One option to squeeze Boko Haram would be better military coordination with neighboring states, where the group takes refuge and resupplies itself. On Tuesday, President Jonathan announced plans to bolster a Joint Task Force - with a battalion each from Nigeria, Chad, Niger and Cameroon. But Zenn says that "thus far all initiatives of this sort have absolutely flunked. It's supposed to exist already in the Multinational Joint Task Force but, because of language issues, mistrust and lack of funding, doesn't really work."
There is also a larger question looming in a country that has had military rule for more than half its life as an independent state. Nigeria has had civilian rule since 1999, but Zenn says there is now a risk that "the still less than 20-year old democracy experiment in Nigeria may be coming to an end, since there are increasing reports of military defections and mutinies."
"With the potential for instability ahead of the elections [due in February next year], the military may step in in one way or another," he adds.

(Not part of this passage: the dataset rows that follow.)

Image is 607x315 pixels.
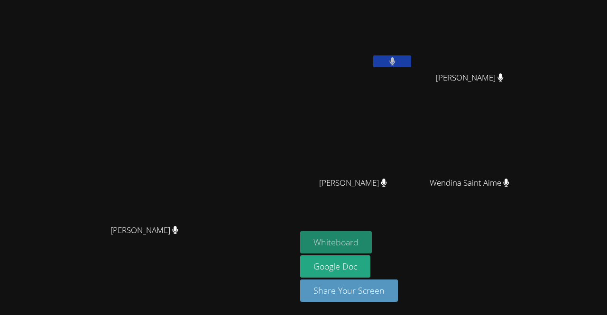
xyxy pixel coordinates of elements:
[300,231,372,254] button: Whiteboard
[300,280,398,302] button: Share Your Screen
[319,176,387,190] span: [PERSON_NAME]
[429,176,509,190] span: Wendina Saint Aime
[300,255,370,278] a: Google Doc
[110,224,178,237] span: [PERSON_NAME]
[436,71,503,85] span: [PERSON_NAME]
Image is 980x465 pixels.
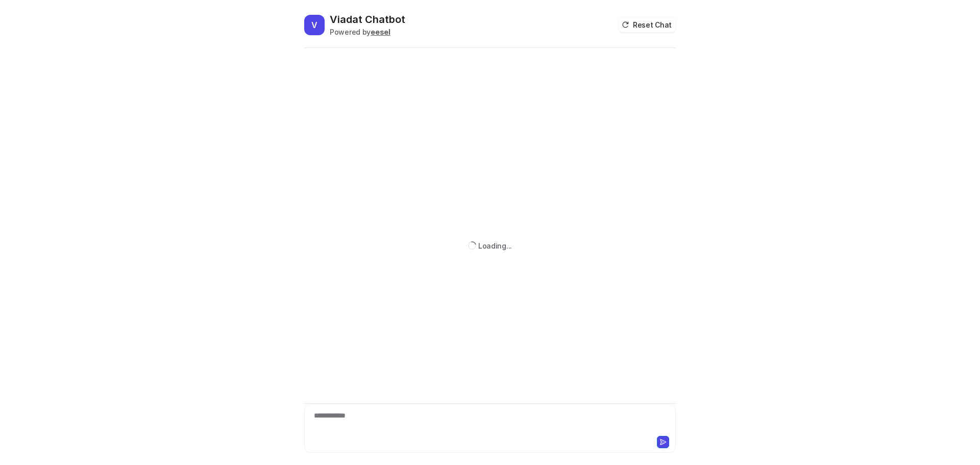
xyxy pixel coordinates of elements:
[330,27,405,37] div: Powered by
[330,12,405,27] h2: Viadat Chatbot
[478,241,512,252] div: Loading...
[618,17,676,32] button: Reset Chat
[370,27,390,36] b: eesel
[304,15,325,35] span: V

Campbell says the surprise is that the military hasn't moved before now, given the deteriorating situation. But he says it is a much smaller and weaker organization than 10 or 15 years ago; the top brass has been thoroughly politicized and is close to the Presidency. The nightmare scenario, he says, is a mutiny by junior officers. But Campbell cautions that the Nigerian military is little understood by outsiders, which incidentally makes foreign assistance to improve its performance more difficult to deliver.

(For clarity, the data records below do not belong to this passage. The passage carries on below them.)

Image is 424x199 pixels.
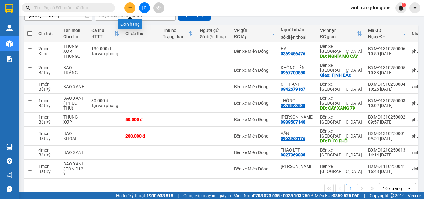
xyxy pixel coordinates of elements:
[281,87,305,92] div: 0942679167
[320,147,362,157] div: Bến xe [GEOGRAPHIC_DATA]
[34,4,107,11] input: Tìm tên, số ĐT hoặc mã đơn
[409,2,420,13] button: caret-down
[368,87,405,92] div: 10:25 [DATE]
[38,87,57,92] div: Bất kỳ
[231,25,278,42] th: Toggle SortBy
[320,54,362,59] div: DĐ: NGHĨA MỎ CÀY
[125,31,156,36] div: Chưa thu
[383,185,402,192] div: 10 / trang
[368,82,405,87] div: BXMĐ1310250004
[38,131,57,136] div: 4 món
[38,82,57,87] div: 1 món
[390,193,394,198] span: copyright
[368,65,405,70] div: BXMĐ1310250005
[163,34,189,39] div: Trạng thái
[311,194,313,197] span: ⚪️
[320,138,362,143] div: DĐ: ĐỨC PHỔ
[320,115,362,124] div: Bến xe [GEOGRAPHIC_DATA]
[253,193,310,198] strong: 0708 023 035 - 0935 103 250
[402,3,406,7] sup: 1
[234,49,274,54] div: Bến xe Miền Đông
[368,70,405,75] div: 10:38 [DATE]
[38,152,57,157] div: Bất kỳ
[368,169,405,174] div: 16:48 [DATE]
[281,65,314,70] div: KHÔNG TÊN
[63,96,85,111] div: BAO XANH ( PHỤC THU)
[142,6,147,10] span: file-add
[38,147,57,152] div: 4 món
[38,65,57,70] div: 2 món
[160,25,197,42] th: Toggle SortBy
[368,147,405,152] div: BXMĐ1210250013
[63,44,85,59] div: THÙNG XỐP, THÙNG GIẤY ( PHỤC THU)
[139,2,150,13] button: file-add
[6,144,13,150] img: warehouse-icon
[320,82,362,92] div: Bến xe [GEOGRAPHIC_DATA]
[368,103,405,108] div: 10:02 [DATE]
[407,186,412,191] svg: open
[333,193,359,198] strong: 0369 525 060
[200,28,228,33] div: Người gửi
[398,5,404,11] img: icon-new-feature
[163,28,189,33] div: Thu hộ
[63,115,85,124] div: THÙNG XỐP
[63,161,85,176] div: BAO XANH ( TỒN D12 )
[200,34,228,39] div: Số điện thoại
[6,25,13,31] img: warehouse-icon
[281,35,314,40] div: Số điện thoại
[315,192,359,199] span: Miền Bắc
[233,192,310,199] span: Miền Nam
[368,34,400,39] div: Ngày ĐH
[156,6,161,10] span: aim
[6,40,13,47] img: warehouse-icon
[91,51,119,56] div: Tại văn phòng
[234,34,269,39] div: ĐC lấy
[63,84,85,89] div: BAO XANH
[43,34,83,54] li: VP Bến xe [GEOGRAPHIC_DATA]
[91,34,114,39] div: HTTT
[234,117,274,122] div: Bến xe Miền Đông
[63,34,85,39] div: Ghi chú
[281,147,314,152] div: THẢO LTT
[234,68,274,73] div: Bến xe Miền Đông
[116,192,173,199] span: Hỗ trợ kỹ thuật:
[63,150,85,155] div: BAO XANH
[26,6,30,10] span: search
[125,133,156,138] div: 200.000 đ
[91,98,119,103] div: 80.000 đ
[38,51,57,56] div: Khác
[320,63,362,73] div: Bến xe [GEOGRAPHIC_DATA]
[38,103,57,108] div: Bất kỳ
[368,98,405,103] div: BXMĐ1310250003
[128,6,132,10] span: plus
[365,25,409,42] th: Toggle SortBy
[320,129,362,138] div: Bến xe [GEOGRAPHIC_DATA]
[281,120,305,124] div: 0989507140
[63,28,85,33] div: Tên món
[7,172,12,178] span: notification
[368,120,405,124] div: 09:57 [DATE]
[281,51,305,56] div: 0369456476
[38,115,57,120] div: 1 món
[234,150,274,155] div: Bến xe Miền Đông
[234,84,274,89] div: Bến xe Miền Đông
[281,98,314,103] div: THÔNG
[281,115,314,120] div: LY NGUYỄN
[346,184,355,193] button: 1
[183,192,232,199] span: Cung cấp máy in - giấy in:
[368,28,400,33] div: Mã GD
[234,133,274,138] div: Bến xe Miền Đông
[368,51,405,56] div: 10:50 [DATE]
[234,28,269,33] div: VP gửi
[281,27,314,32] div: Người nhận
[124,2,135,13] button: plus
[38,98,57,103] div: 1 món
[281,136,305,141] div: 0962960176
[403,3,405,7] span: 1
[6,56,13,62] img: solution-icon
[38,46,57,51] div: 2 món
[368,131,405,136] div: BXMĐ1310250001
[38,70,57,75] div: Bất kỳ
[317,25,365,42] th: Toggle SortBy
[91,103,119,108] div: Tại văn phòng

There is another larger danger for Nigeria stoked by the Boko Haram campaign: a version of ethnic cleansing. Thousands of Christians have already fled areas like Gwoza in Borno, and Campbell says that sectarian divisions and violence have divided the city of Jos into predominantly Muslim and Christian districts. After Tuesday's bombings, which were likely calculated to inflame religious tension, Christian youths began setting up roadblocks around their neighborhoods. The Kano attack was also in a Christian neighborhood.
In another sign that sectarian tensions are spreading, some Christian groups have demanded that the next Governor of Lagos - the country's commercial capital and the city least prone to religious conflict - be a Christian.
For now, Campbell says, Boko Haram has the wind in its sails, after a series of devastating attacks in recent months that have humiliated the government and military. The abduction of the schoolgirls has brought it international notoriety and attention.
Far from seizing the opportunity to outline demands for greater autonomy and resources for northern Nigeria, Boko Haram seems set on two goals: the destruction of the Nigerian state and what it -- and it alone -- sees as creating God's Kingdom on Earth.